Our Only Native Stork Back From Brink of Extinction

Wood stork is taken off endangered list
By Rob Quinn,  Newser Staff
Posted Jun 27, 2014 4:12 AM CDT
Wood Storks Back From Brink of Extinction
An adult wood stork comes in for a landing during a tour of the Harris Neck National Wildlife Refuge by United States Secretary of the Interior Sally Jewell yesterday.   (AP Photo/Stephen B. Morton)

America's only native stork has made a comeback a few decades after scientists warned it could be extinct by the year 2000. The wood stork—a four-foot-tall wading bird with a five-foot wingspan—has been officially declared a threatened species instead of an endangered one, though it will continue to receive most of the same protections, the AP reports. The population had plummeted to a historic low by the late 1970s, but it resurged after it expanded its territory from southern Florida to Georgia and the Carolinas.

"One reason we're able to change their status is that the risk has been reduced because their numbers are more spread out," explains the Fish and Wildlife biologist in charge of the wood stork recovery program. "They have improved their productivity by expanding their breeding range." But reaction to the move has been mixed, with some conservationists calling it premature and warning that stork numbers continue to fluctuate, especially in the Everglades, the Palm Beach Post reports. (More wood stork stories.)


» **ASSIGNMENT**
Begin with the line holding "At what (x,y)" and end with the last line of the records below. Set down exactly those lines and leave out every picture.
======== EXERCISE MATERIALS
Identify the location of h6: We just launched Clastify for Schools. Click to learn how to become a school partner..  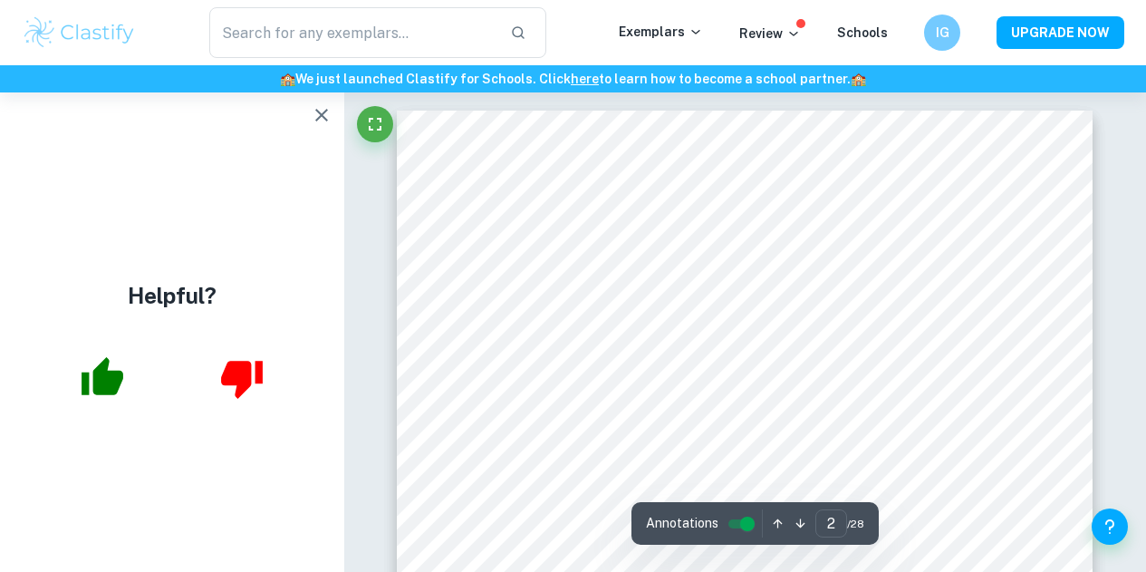
(573, 79).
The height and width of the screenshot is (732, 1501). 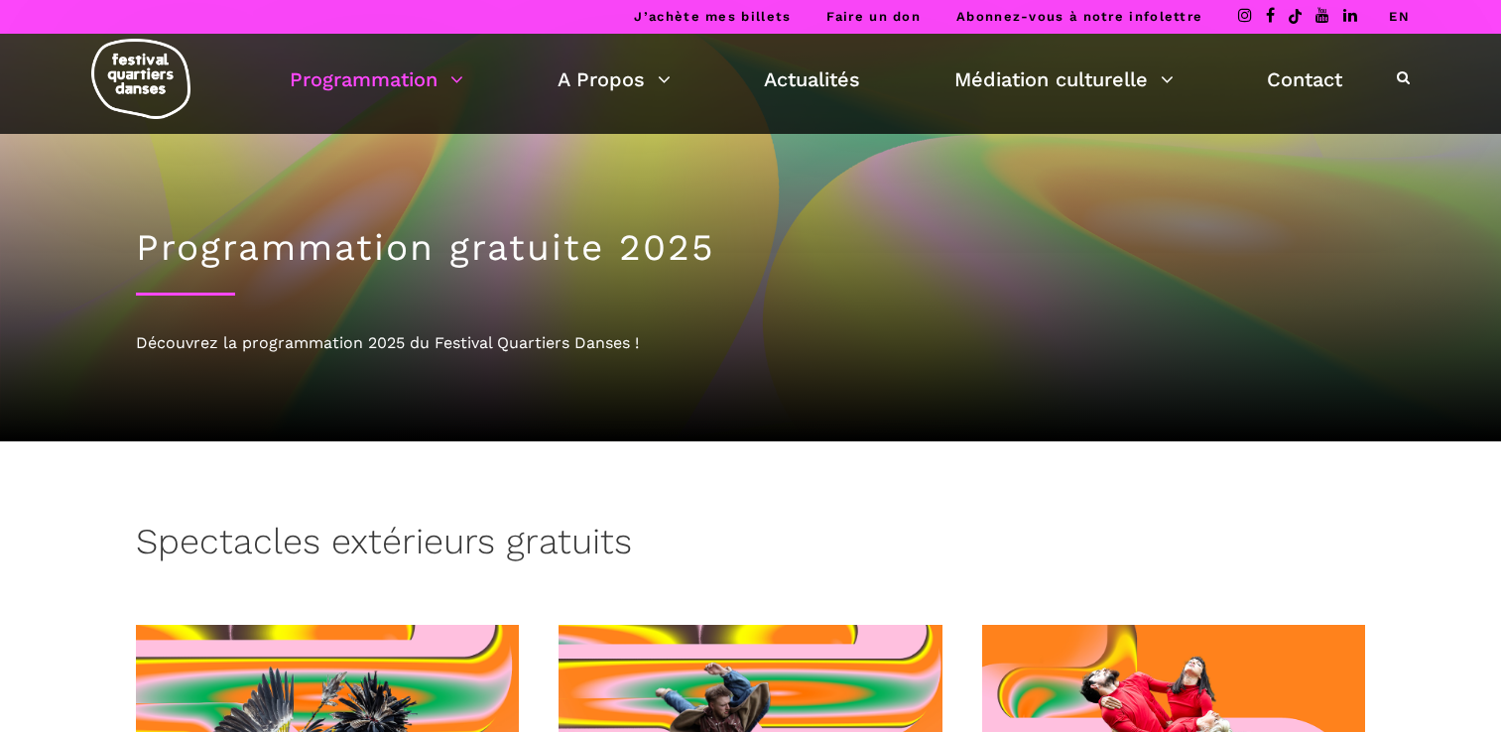 I want to click on a: J’achète mes billets, so click(x=712, y=16).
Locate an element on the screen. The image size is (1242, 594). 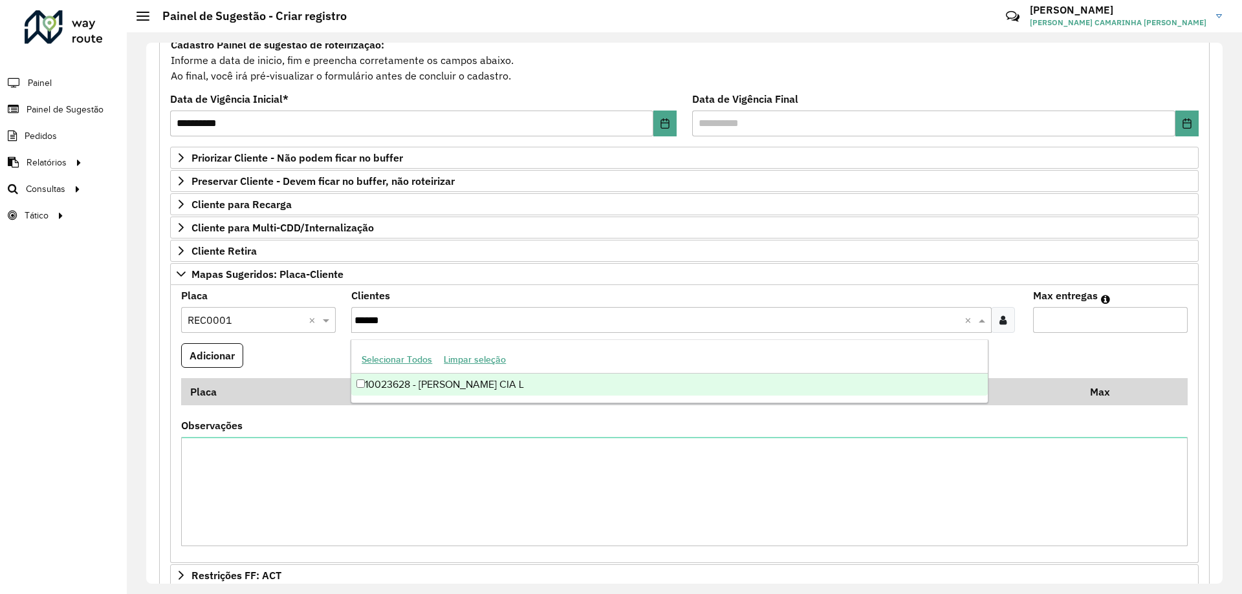
label: Data de Vigência Final is located at coordinates (745, 99).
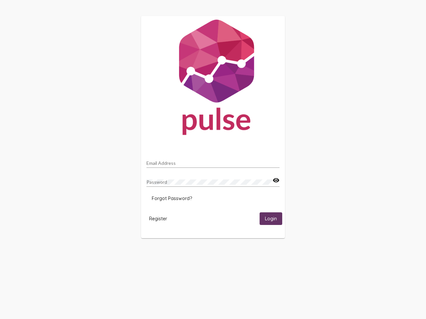 The height and width of the screenshot is (319, 426). I want to click on span: Forgot Password?, so click(172, 198).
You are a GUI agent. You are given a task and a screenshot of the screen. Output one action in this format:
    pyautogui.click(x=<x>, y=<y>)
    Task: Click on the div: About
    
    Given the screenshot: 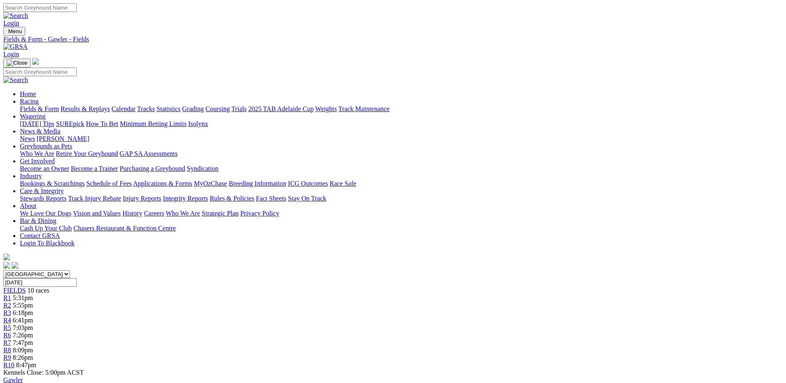 What is the action you would take?
    pyautogui.click(x=401, y=213)
    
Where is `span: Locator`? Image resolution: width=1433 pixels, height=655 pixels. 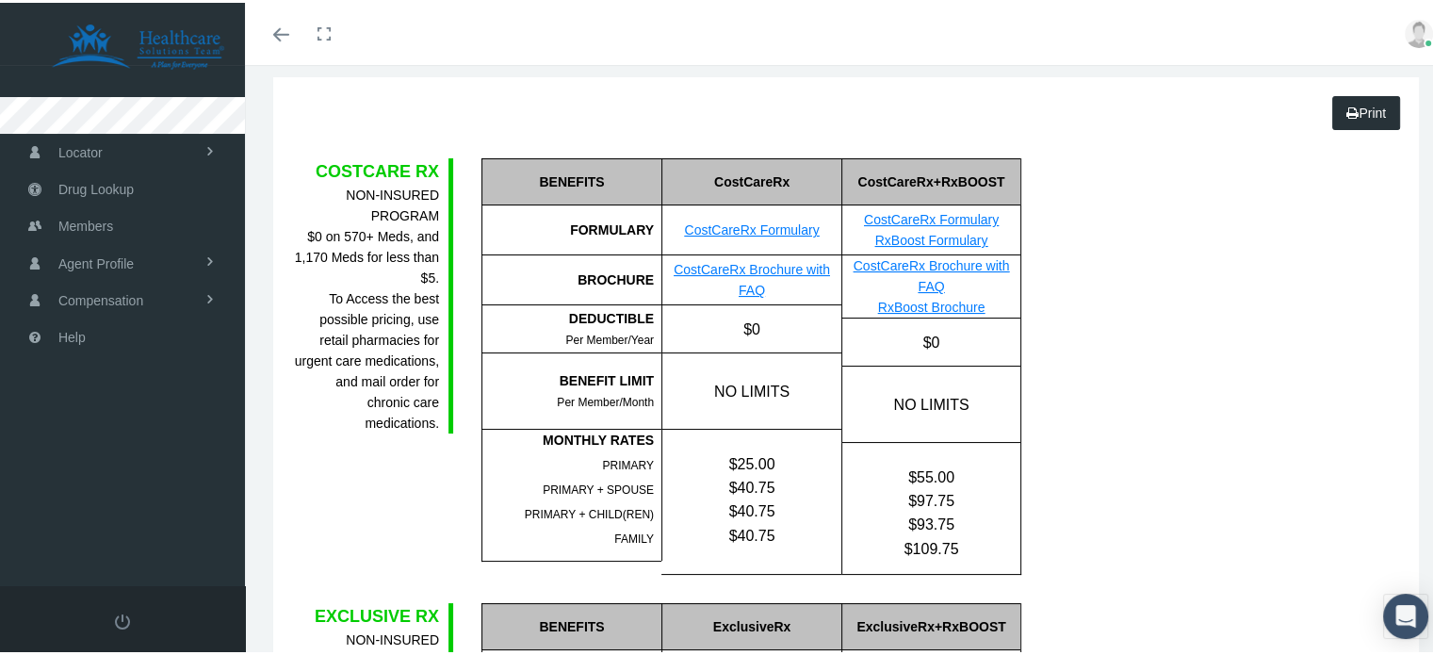 span: Locator is located at coordinates (80, 150).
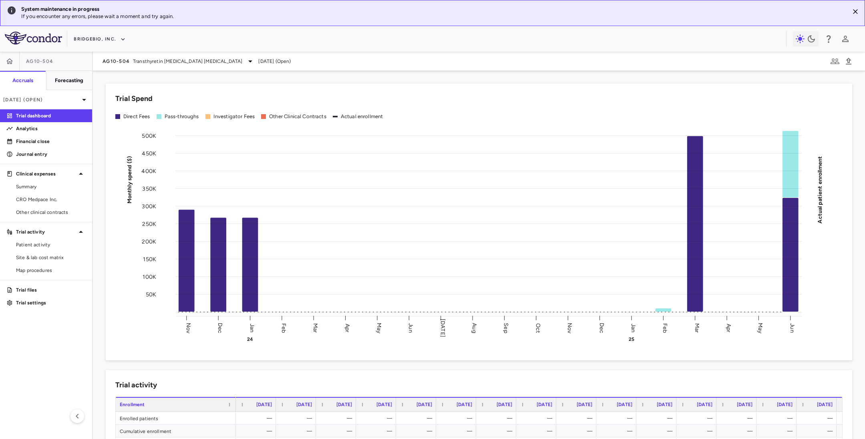  What do you see at coordinates (51, 270) in the screenshot?
I see `span: Map procedures` at bounding box center [51, 270].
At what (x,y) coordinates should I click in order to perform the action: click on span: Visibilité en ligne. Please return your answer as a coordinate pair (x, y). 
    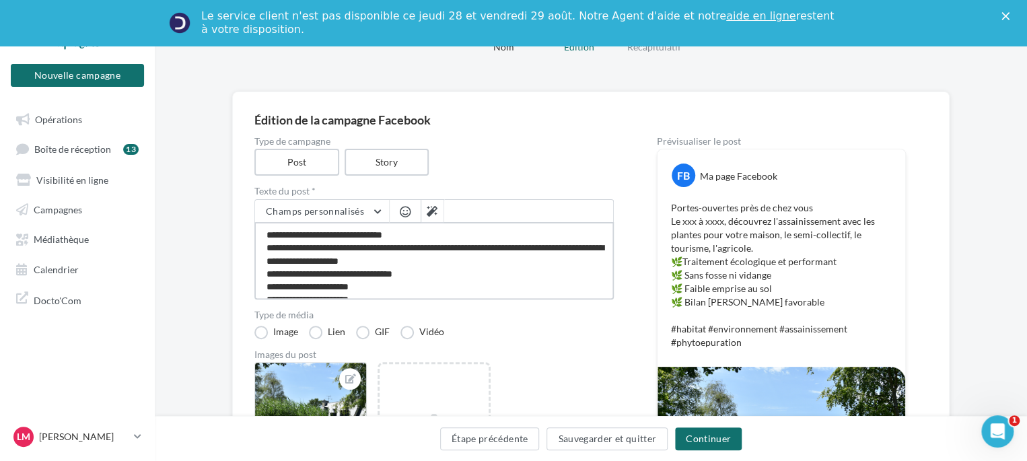
    Looking at the image, I should click on (72, 179).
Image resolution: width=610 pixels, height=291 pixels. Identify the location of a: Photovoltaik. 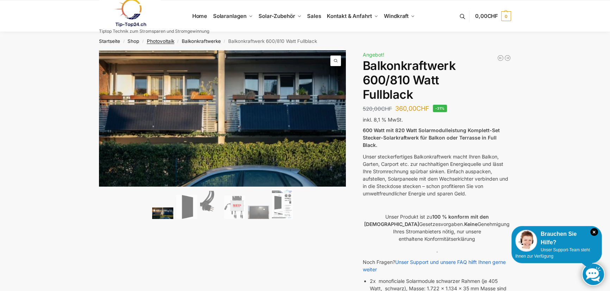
================
» **EXPECTED OUTPUT**
At what (x,y) coordinates should I click in order to perform the action: click on span: Visibilité en ligne. Please return your answer as a coordinate pair (x, y). 
    Looking at the image, I should click on (72, 179).
Image resolution: width=610 pixels, height=291 pixels. Identify the location of a: Photovoltaik. 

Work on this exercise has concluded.